Pleurobrachia Cold Loch Bloom

Below fifteen meters in a February sea loch, the peat-stained water filters what little light reaches this depth into a cold, directionless jade, and within that dim suspension a dozen Pleurobrachia pileus hang motionless in the mid-water column — spherical bodies no larger than glass marbles, each one so nearly transparent that they register less as objects than as subtle displacements of the green-grey murk, their curved mesoglea walls refracting a thin lens-flare of ambient light along each equator while soft celery-green gut contents glow faintly at their cores. Each individual belongs to the phylum Ctenophora, animals constructed almost entirely of viscoelastic mesoglea — a collagen-threaded, water-saturated gel whose refractive index is so closely matched to seawater that the body verges on optical erasure.
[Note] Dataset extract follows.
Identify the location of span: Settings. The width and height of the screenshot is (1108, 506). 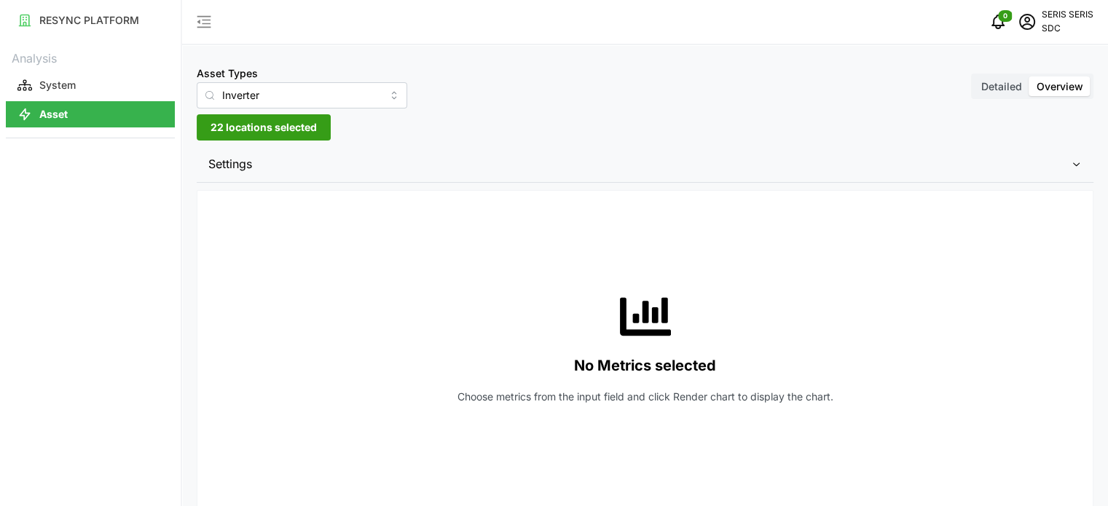
(639, 164).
What betrays them is movement: eight comb rows arc over each sphere like the meridians of a tiny world, their fused ciliary plates beating in antiplectic metachronal waves that sweep muted rose and amber iridescence along each band in a rhythm that pulses like slow breathing, a structural color produced not by pigment but by the diffraction of whatever faint light filters down through the plankton-hazed column above. Behind the nearest individual, a pair of gossamer tentacles extend fifteen centimeters into the particulate haze, their colloblast-studded tentilla vanishing entirely into the suspension — invisible fishing lines set inside a cold, pressured world where gelatinous life drifts in loose congregation through water that is itself more biology than emptiness.